Once upon a time, I went to the drive-in cinema with a couple of my brothers and watched a double feature. I don't quite recall what the first was right now (it will come to me at some point), but I do remember the second. It was part of a series and it was the first I had seen - A Nightmare on Elm Street 3. As you might be able to deduce by it being at the drive-in cinemas, this was quite a while ago and I was in fact, seven years of age.
A little too young perhaps.
This evening we took Smallsteps to see F1 The Movie as we are both fans and my wife tagged along. My wife booked the tickets and then after said "but the movie is 12+ and Smallsteps won't get in". Now perhaps as you can imagine, I am not a fan of a government telling me what is or what is not appropriate for my daughter to watch. Sure, they can provide a guideline, but they can't enforce it. Especially in the culture of streaming content. But apparently, the cinema can go down three years if accompanied by parents.
Smallsteps is nine next week. We lied.
But why should we have to?
But after seeing the movie, which we liked, I checked the rating advisory on IMDB, as I don't think there was anything in there that was overly dramatic enough to have even a 12+ rating on it, other than a bit of swearing, but even that wasn't exaggerated and if anything, I was expecting a bit more. There were no sex scenes and no nudity, no death and other than a driver being pulled from a burning car, it was pretty lame in terms of what would restrict viewing.
Rated PG-13 for strong language, and action.
! [You can read about it here - but there are spoilers]
https://www.imdb.com/title/tt16311594/parentalguide/#certificates
Smallsteps and I have talked about going to see it for a while and knowing what kind of things it might contain, I filled her in on the "not real" and exaggerated storyline for the cinema. We even talked about different special effect techniques to make crashes, and stunt doubles, and fire-retardant gel and computer graphics. She is sensitive to some things, especially if she doesn't understand why and how it is happening, so she was well prepared.
The movie was a bit boring for her.
She enjoyed it, but there was a little too much talking that she didn't fully understand, and it was almost three hours. But she enjoyed the racing scenes and then spotting all the drivers she know. She liked the story too, and laughed at many of the jokes, especially the ones about how old Brad Pitt is to be driving. She compared him to Alonso, who is 44 and still racing for points - in his 22nd season. And she laughed at a lot of the things that you'd have to be at least a casual fan to understand.
That was cool.
For many things, age is such a bad metric these days for judging restrictions, because there is such a wide range of content experiences in people. Perhaps restrictions were more suited when content was pretty limited, and experiences among populations were closer. But now, there is a massive difference in what people consume in their own home, streaming all kinds of content, unsupervised. Kids are watching a lot of stuff they almost definitely shouldn't watch, without supervision of any kind.
Their parents are just glad they aren't getting bothered by kids saying "I'm bored!"
We get that a lot from Smallsteps and we either play with her, or find her something else to do. But there isn't much screentime for her. Some mornings on the weekend she will watch, and when we watch a movie of some kind together occasionally. For the most part, she will play, read, draw, jump in the park with friends or whatever else. We are not the cool parents that let her waste her brain and body away on the couch.
I wouldn't take her to see a horror film, even though I was two years younger when I did, because it is just unnecessary. It wasn't a great experience for me, but also didn't have any major impacts on me, other than a few thoughts of falling through a chair into a nightmare - a scene from the movie. But I don't like unnecessary gore, because it isn't scary for me. The scariness comes from the shit that could happen in real life.
Have you ever seen a movie you think you were too young to see?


◆ Requirement: Would you copy the lines below exactly and omit the images?

Annotated photo localization data:
::::
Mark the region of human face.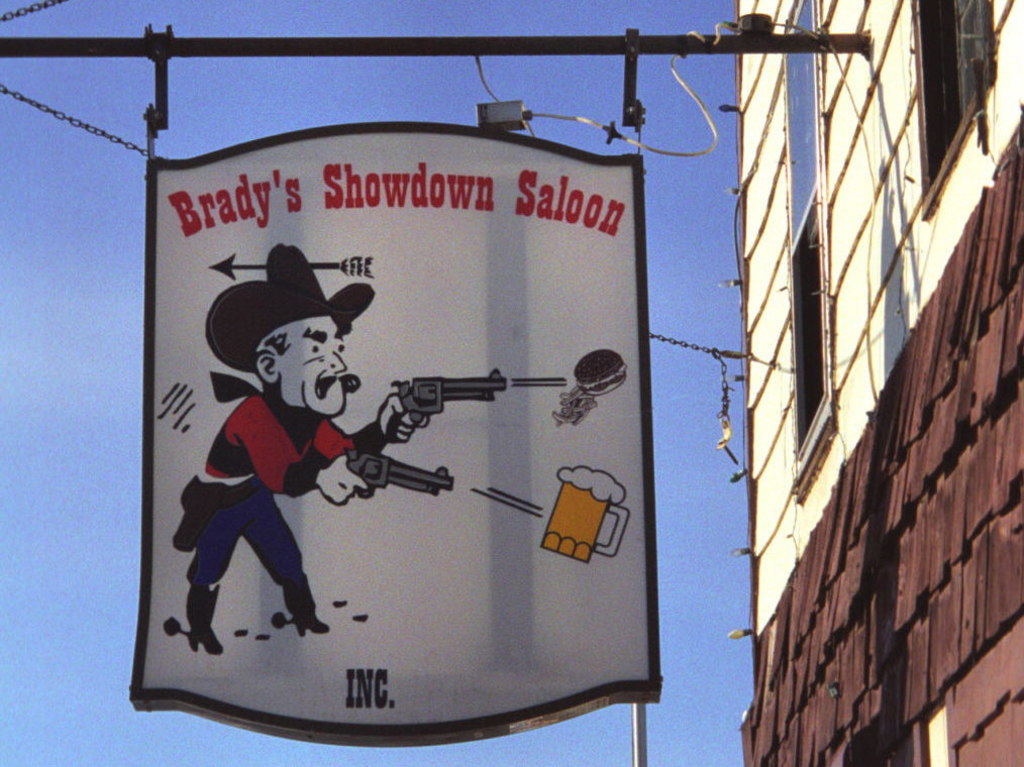
Region: [left=276, top=315, right=348, bottom=417].
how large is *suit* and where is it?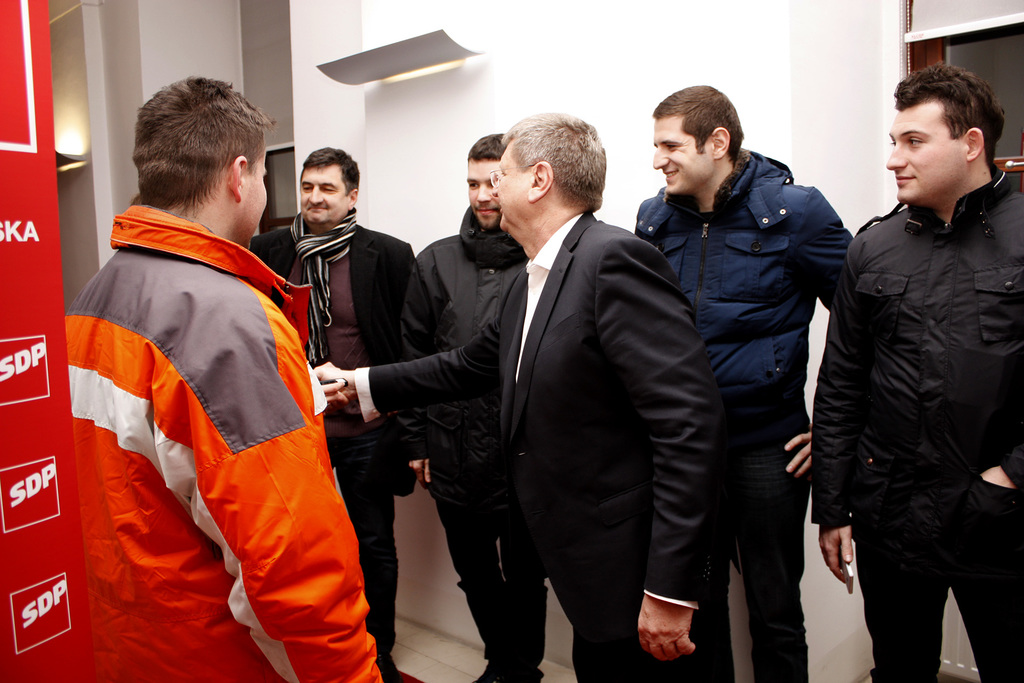
Bounding box: <region>248, 218, 413, 682</region>.
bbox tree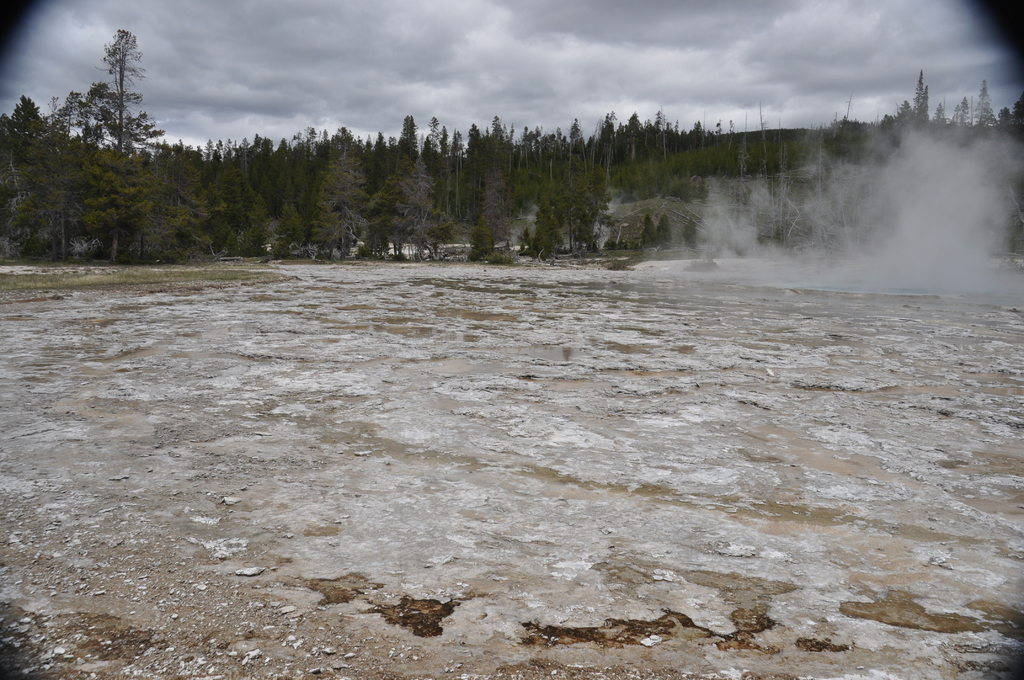
(1012, 90, 1023, 123)
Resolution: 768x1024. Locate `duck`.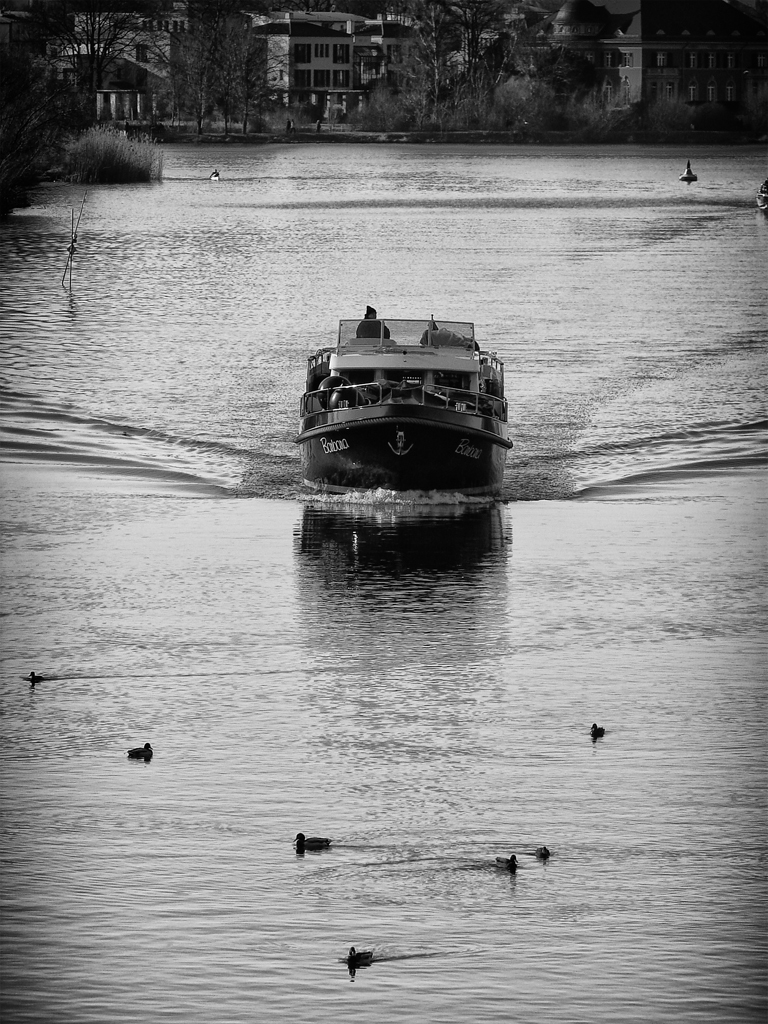
detection(344, 942, 382, 960).
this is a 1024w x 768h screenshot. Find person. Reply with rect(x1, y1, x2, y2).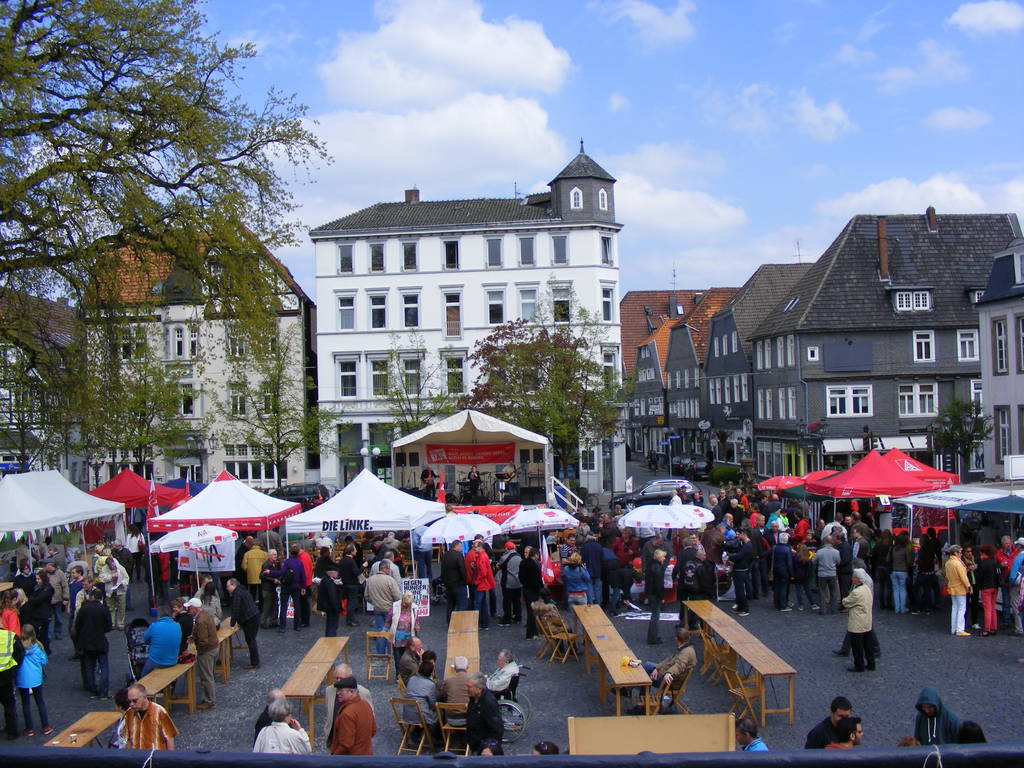
rect(8, 623, 52, 738).
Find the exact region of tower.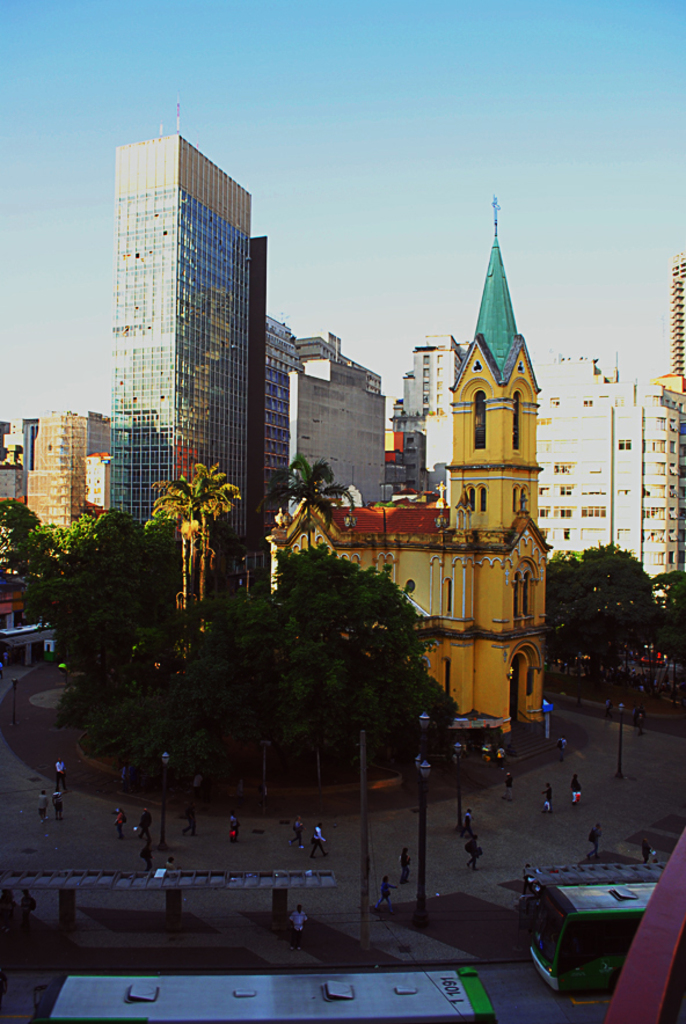
Exact region: 632, 255, 685, 583.
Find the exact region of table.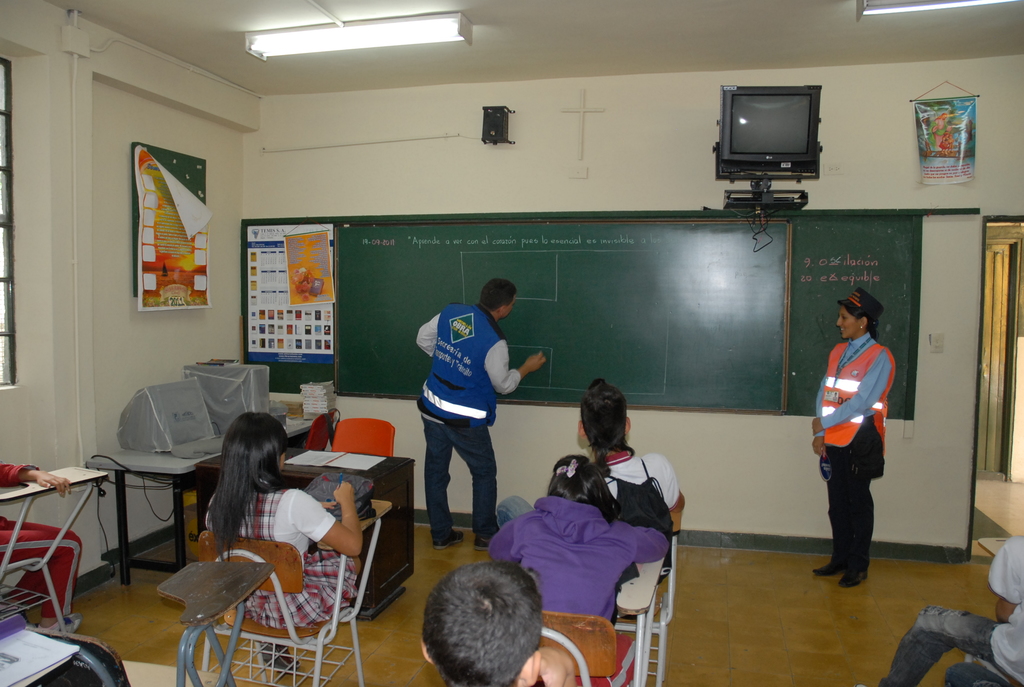
Exact region: left=195, top=443, right=419, bottom=626.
::::
◆ Result of this exercise:
Mark the region of human face.
Region: [left=276, top=315, right=348, bottom=417].
how large is *suit* and where is it?
Bounding box: <region>248, 218, 413, 682</region>.
bbox tree
(1012, 90, 1023, 123)
Resolution: 768x1024. Locate `duck`.
detection(344, 942, 382, 960).
this is a 1024w x 768h screenshot. Find person. Reply with rect(x1, y1, x2, y2).
rect(8, 623, 52, 738).
Find the exact region of tower.
Exact region: 632, 255, 685, 583.
Find the exact region of table.
Exact region: left=195, top=443, right=419, bottom=626.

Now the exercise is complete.